As a DM its your responsibility to make sure the players are having fun, getting challenging encounters and so forth.

That includes maintaining mechanical balance, ensuring all players get a chance to shine and that no-one hogs the limelight, using the CR and XP budgeting system, spending time designing encoutners and adventures and so forth.

In fact, I say it isn't the DMs fault the heroes does not get 6-8 encounters a day. It is the rules that fail to provide her with enough support.

What radditional rules support do you need exactly to enforce a longer AD, or a different encounter paradigm that the DMG doesnt give you?
 

Azurewraith

Explorer
You dont have to tell your players anything. Time your adventures (either with a reward for completing them by time X or a penalty/ mission failure for failing to do so). They know in advance how long they have, and will naturally pace themselves accordingly..
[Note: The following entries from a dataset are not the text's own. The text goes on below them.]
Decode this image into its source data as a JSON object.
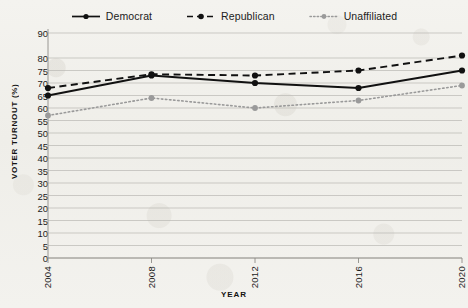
{
  "chart_data": {
    "type": "line",
    "title": "",
    "xlabel": "YEAR",
    "ylabel": "VOTER TURNOUT (%)",
    "x": [
      2004,
      2008,
      2012,
      2016,
      2020
    ],
    "categories": [
      "2004",
      "2008",
      "2012",
      "2016",
      "2020"
    ],
    "xtick_labels": [
      "2004",
      "2008",
      "2012",
      "2016",
      "2020"
    ],
    "ytick_labels": [
      "0",
      "5",
      "10",
      "15",
      "20",
      "25",
      "30",
      "35",
      "40",
      "45",
      "50",
      "55",
      "60",
      "65",
      "70",
      "75",
      "80",
      "90"
    ],
    "ytick_values": [
      0,
      5,
      10,
      15,
      20,
      25,
      30,
      35,
      40,
      45,
      50,
      55,
      60,
      65,
      70,
      75,
      80,
      90
    ],
    "ylim": [
      0,
      90
    ],
    "xlim": [
      2004,
      2020
    ],
    "grid": true,
    "legend_position": "top-center",
    "series": [
      {
        "name": "Democrat",
        "values": [
          65,
          73,
          70,
          68,
          75
        ],
        "color": "#111111",
        "linestyle": "solid",
        "marker": "circle"
      },
      {
        "name": "Republican",
        "values": [
          68,
          73.5,
          73,
          75,
          81
        ],
        "color": "#111111",
        "linestyle": "dashed",
        "marker": "circle"
      },
      {
        "name": "Unaffiliated",
        "values": [
          57,
          64,
          60,
          63,
          69
        ],
        "color": "#9a9a9a",
        "linestyle": "dotted",
        "marker": "circle"
      }
    ]
  },
  "legend": {
    "items": [
      {
        "label": "Democrat"
      },
      {
        "label": "Republican"
      },
      {
        "label": "Unaffiliated"
      }
    ]
  },
  "axes": {
    "y_title": "VOTER TURNOUT (%)",
    "x_title": "YEAR"
  },
  "colors": {
    "background": "#f2f1ed",
    "grid": "#b9b8b3",
    "axis": "#8e8d88",
    "dark_series": "#111111",
    "gray_series": "#9a9a9a",
    "text": "#1b1b1b"
  }
}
My issue with this is that if 50% of your adventures become time based they lose the feel of being rushed and hard pressed to "just another day at the office" also it could just be me but I prefer to have more subtle penalties(for lack of a better word) taking to long etc. If I'm throwing a explicit time restriction I want it to be a race and a frantic one the sort of ill stay here and hold the line you guys go affair.

I just want to put it out there that I'm not knocking yours or anyone's play style. I know things can seem overly aggressive in text form.